Short-term rental rules for Seattle ADUs
Seattle's STR ordinance, how it applies to ADUs and DADUs, and the licensing math for owners considering Airbnb instead of long-term rental.

The two-license rule
Seattle's short-term rental ordinance limits an operator to two STR licenses citywide. One must be the operator's primary residence; the other can be any second dwelling unit the operator owns in the city — which is where ADUs and DADUs come in.
If you live in your primary house and own a DADU on the same lot, you can license the DADU as your second STR. If you already operate an Airbnb in a separate property elsewhere in Seattle, the DADU does not qualify because you have hit the two-license cap.
Sources:City of Seattle
License, fees, and compliance
Each STR unit requires a city-issued short-term rental operator license (annually renewable) plus a regulatory license. Combined fees run roughly $260/year per unit. The unit must carry $1M of liability insurance and post the license number in every listing.

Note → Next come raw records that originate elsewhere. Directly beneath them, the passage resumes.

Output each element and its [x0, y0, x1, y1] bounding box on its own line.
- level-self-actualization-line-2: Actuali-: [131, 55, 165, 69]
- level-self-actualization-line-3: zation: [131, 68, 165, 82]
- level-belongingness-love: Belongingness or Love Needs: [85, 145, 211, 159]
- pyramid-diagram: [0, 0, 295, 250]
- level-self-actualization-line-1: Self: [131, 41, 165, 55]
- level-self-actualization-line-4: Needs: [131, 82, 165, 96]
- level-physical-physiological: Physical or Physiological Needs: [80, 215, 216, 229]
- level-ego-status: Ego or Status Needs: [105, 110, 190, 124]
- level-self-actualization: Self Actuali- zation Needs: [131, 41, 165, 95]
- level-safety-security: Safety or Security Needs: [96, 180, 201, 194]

The city also collects an STR-specific tax of $14 per night per bedroom (capped at $4 in some classifications), in addition to standard lodging tax. That tax is the single biggest economic factor that closes the gap between STR and long-term rental yield.

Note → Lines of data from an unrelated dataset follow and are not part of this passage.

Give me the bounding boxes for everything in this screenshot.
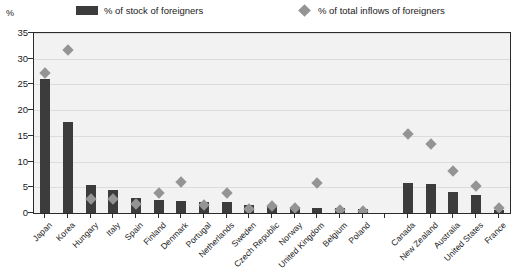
x-axis-tick-mark: [430, 214, 431, 218]
data-point-diamond: [425, 138, 436, 149]
x-axis-tick-mark: [203, 214, 204, 218]
chart-legend: % of stock of foreigners % of total infl…: [0, 6, 514, 22]
x-axis-tick-mark: [384, 214, 385, 218]
x-axis-tick-mark: [271, 214, 272, 218]
data-point-diamond: [62, 44, 73, 55]
legend-label-stock: % of stock of foreigners: [104, 6, 203, 16]
x-axis-tick-mark: [158, 214, 159, 218]
y-axis-tick-label: 25: [4, 78, 28, 89]
data-point-diamond: [153, 188, 164, 199]
y-axis: 05101520253035: [0, 32, 33, 214]
y-axis-tick-label: 15: [4, 129, 28, 140]
x-axis-tick-mark: [90, 214, 91, 218]
data-point-diamond: [221, 187, 232, 198]
x-axis-tick-mark: [112, 214, 113, 218]
x-axis-tick-mark: [316, 214, 317, 218]
legend-item-stock[interactable]: % of stock of foreigners: [76, 6, 203, 16]
data-point-diamond: [130, 198, 141, 209]
y-axis-tick-label: 5: [4, 181, 28, 192]
chart-figure: % % of stock of foreigners % of total in…: [0, 0, 514, 280]
y-axis-tick-label: 10: [4, 155, 28, 166]
data-point-diamond: [402, 129, 413, 140]
x-axis-tick-mark: [407, 214, 408, 218]
x-axis-tick-mark: [180, 214, 181, 218]
x-axis: JapanKoreaHungaryItalySpainFinlandDenmar…: [33, 214, 511, 280]
y-axis-tick-label: 30: [4, 52, 28, 63]
y-axis-tick-label: 0: [4, 207, 28, 218]
data-point-diamond: [448, 165, 459, 176]
x-axis-tick-mark: [44, 214, 45, 218]
x-axis-tick-label-text: Japan: [31, 220, 54, 243]
x-axis-tick-mark: [135, 214, 136, 218]
x-axis-tick-mark: [362, 214, 363, 218]
x-axis-tick-mark: [248, 214, 249, 218]
x-axis-tick-mark: [226, 214, 227, 218]
legend-item-inflows[interactable]: % of total inflows of foreigners: [297, 6, 445, 16]
x-axis-tick-mark: [339, 214, 340, 218]
x-axis-tick-mark: [475, 214, 476, 218]
y-axis-tick-label: 35: [4, 27, 28, 38]
filled-square-icon: [76, 6, 98, 15]
x-axis-tick-mark: [452, 214, 453, 218]
data-point-diamond: [40, 67, 51, 78]
filled-diamond-icon: [298, 4, 311, 17]
plot-area: [33, 32, 511, 214]
data-point-diamond: [85, 193, 96, 204]
x-axis-tick-mark: [294, 214, 295, 218]
y-axis-tick-label: 20: [4, 104, 28, 115]
data-point-diamond: [176, 176, 187, 187]
x-axis-tick-mark: [67, 214, 68, 218]
x-axis-tick-label-text: Italy: [104, 220, 122, 238]
legend-label-inflows: % of total inflows of foreigners: [318, 6, 445, 16]
x-axis-tick-mark: [498, 214, 499, 218]
points-layer: [34, 33, 510, 213]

The yield comparison, with real numbers
A well-staged 1-bedroom DADU in Ballard or Capitol Hill achieves $185–$245 average daily rate at 65–72% occupancy. Gross monthly revenue: $3,600–$5,300. Net of taxes, fees, cleaning, and the platform cut, the operator-realized number lands $2,800–$3,900/month.
The same unit rents long-term at $2,400–$2,800/month with effectively zero turnover labor. STR therefore wins by $400–$1,100/month — meaningful but smaller than most owners assume going in, and it comes with substantially more operational overhead.